Keeping a few old boxes, cardboard tubes and used pudding pots can always come in useful on a rainy day...
You will need:
- glue, sticky tape, paint and...
For the lighthouse -
- a long cardboard tube (such as from kitchen paper towel or similar)
- a box of a suitable size to make a small 'island'
- a see-through pudding pot
- tin foil
- green tissue paper and/or brown paper
For the tanker -
- a long box or box lid
- a small box or packet
- a loo roll
- coloured paper
The Lighthouse
1. Start by painting the tube that will become the lighthouse. You can go with traditional stripes (black and white or red and white) or make it as colourful as you like. Leave this to dry.
2. Prepare the 'island'. Depending on your resources, you could either make this a rocky island or one with some grass on it as well. Either glue green or brown paper onto it, or paint it green or brown on top.
3. When the paint is dry, glue two strips or squares of tin foil to the top of the tube (to represent the light). The pudding pot should be able to fit snug onto the top and stay there.
4. Either tape the lighthouse onto the island or, to make it more secure, cut all round the bottom of the edge of the tube to make it 'fray' (see the bottom of the tanker ship's funnel in the above picture). Tape the lighthouse down using these frayed bits to secure it.
5. Scrunch up green tissue paper round the lighthouse to cover the tape and glue it down. Use more green tissue paper, scrunched up to make bushes. You could even add trees (loo paper rolls painted brown, with green tissue paper scrunched up at the top). Alternatively you could scrunch up brown paper to make rocks round the lighthouse and the island.
The tanker
1. Paint the loo roll tube black (or whatever colour you wish). Leave this to dry.
2. Cover the outside of the long box or lid (if it's a long box, cut one large side away and tape the sides to secure them) with coloured paper. Alternatively you could paint the box. Stick circles down both sides to represent portholes.
3. Cover the top and sides of the smaller box. Glue it down inside the larger box.
4. Cut into the bottom of the funnel all the way round. Press these frayed flaps back and tape across them to secure the funnel to the roof of the small box. You could even glue a ball of cotton wool to the top of the funnel to represent smoke or steam.
Try making other kinds of boats!
Almost any kind of small box will do. Either cut one large side away (securing the sides when you do, because otherwise the box will collapse on you) or use a box lid. Cut a square or triangle of paper. Punch 2 holes in the paper - one at the top and the other at the bottom. Thread a straw through the holes. Stick some blu-tak or modelling clay in the middle of the boat and press the straw down into it - making a mast and sail!
What other boat and ship designs can you come up with?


> [TASK DETAILS]:
Scan the entries below for the word "ffffff" and copy every line where it turns up.
Segment Start: RECORD SET
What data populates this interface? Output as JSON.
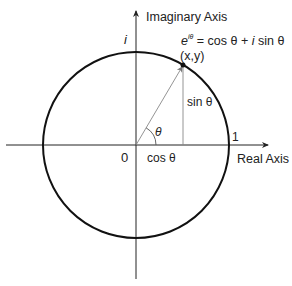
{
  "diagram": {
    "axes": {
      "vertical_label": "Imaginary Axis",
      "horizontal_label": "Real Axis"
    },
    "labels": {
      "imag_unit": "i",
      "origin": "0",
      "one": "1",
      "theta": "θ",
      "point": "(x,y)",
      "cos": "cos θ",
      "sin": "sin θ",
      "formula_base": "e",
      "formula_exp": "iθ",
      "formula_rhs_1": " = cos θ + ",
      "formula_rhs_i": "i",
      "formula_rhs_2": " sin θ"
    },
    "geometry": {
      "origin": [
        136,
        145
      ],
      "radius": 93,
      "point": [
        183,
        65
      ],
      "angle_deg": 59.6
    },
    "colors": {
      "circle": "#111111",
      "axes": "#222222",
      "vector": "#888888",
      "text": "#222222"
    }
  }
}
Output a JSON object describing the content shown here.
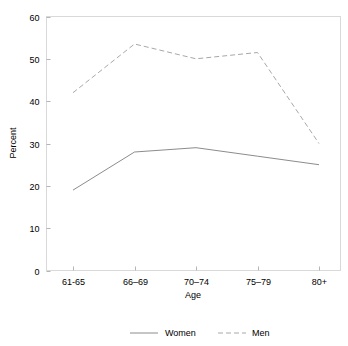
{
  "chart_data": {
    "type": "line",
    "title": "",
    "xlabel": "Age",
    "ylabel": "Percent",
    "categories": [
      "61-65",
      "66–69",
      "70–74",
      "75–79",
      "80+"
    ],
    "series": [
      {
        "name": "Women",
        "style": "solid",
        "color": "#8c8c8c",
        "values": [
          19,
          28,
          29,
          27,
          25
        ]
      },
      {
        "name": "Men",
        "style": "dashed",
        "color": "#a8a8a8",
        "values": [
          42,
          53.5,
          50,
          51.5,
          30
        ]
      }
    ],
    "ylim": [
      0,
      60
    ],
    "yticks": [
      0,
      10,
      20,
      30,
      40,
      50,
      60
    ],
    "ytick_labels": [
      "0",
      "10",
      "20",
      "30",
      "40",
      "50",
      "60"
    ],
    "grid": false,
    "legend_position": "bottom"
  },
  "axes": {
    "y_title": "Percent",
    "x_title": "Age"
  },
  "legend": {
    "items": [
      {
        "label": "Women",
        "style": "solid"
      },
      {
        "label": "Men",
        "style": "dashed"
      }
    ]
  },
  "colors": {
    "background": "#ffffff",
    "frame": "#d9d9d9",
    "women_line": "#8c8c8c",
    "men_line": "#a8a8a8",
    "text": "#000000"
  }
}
Segment End: RECORD SET
Segment Start: RECORD SET
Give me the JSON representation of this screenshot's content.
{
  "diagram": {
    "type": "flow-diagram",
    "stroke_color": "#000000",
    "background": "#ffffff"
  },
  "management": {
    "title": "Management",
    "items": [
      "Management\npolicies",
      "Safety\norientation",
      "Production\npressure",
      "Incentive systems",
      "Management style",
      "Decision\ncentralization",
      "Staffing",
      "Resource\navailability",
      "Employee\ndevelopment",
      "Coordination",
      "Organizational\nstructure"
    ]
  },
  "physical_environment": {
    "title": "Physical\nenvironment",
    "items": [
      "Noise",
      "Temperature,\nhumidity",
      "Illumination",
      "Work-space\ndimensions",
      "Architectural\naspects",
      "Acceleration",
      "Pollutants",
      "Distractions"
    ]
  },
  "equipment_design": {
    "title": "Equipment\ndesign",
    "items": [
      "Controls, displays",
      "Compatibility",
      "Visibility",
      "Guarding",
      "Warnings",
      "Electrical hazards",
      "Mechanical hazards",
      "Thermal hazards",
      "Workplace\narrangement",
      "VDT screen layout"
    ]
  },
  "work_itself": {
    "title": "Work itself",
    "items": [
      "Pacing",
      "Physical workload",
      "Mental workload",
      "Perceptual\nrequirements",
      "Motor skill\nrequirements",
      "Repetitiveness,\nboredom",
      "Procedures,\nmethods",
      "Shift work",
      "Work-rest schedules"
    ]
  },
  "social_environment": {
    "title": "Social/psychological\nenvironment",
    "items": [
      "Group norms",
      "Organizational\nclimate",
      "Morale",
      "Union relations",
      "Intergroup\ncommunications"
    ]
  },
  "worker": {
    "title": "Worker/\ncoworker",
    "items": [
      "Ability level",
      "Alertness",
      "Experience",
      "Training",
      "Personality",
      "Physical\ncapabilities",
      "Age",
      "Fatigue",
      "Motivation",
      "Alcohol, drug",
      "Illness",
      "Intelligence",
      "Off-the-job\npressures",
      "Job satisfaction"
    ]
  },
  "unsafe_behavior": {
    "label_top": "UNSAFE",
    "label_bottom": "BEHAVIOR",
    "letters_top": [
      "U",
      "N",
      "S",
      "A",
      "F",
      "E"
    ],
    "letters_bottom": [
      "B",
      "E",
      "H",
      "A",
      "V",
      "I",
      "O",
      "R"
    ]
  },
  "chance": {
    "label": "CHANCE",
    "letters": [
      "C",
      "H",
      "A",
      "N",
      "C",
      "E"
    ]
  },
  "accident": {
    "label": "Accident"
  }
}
Segment End: RECORD SET
> [ANSWER BOX]:
    "background": "#ffffff",
    "background": "#ffffff"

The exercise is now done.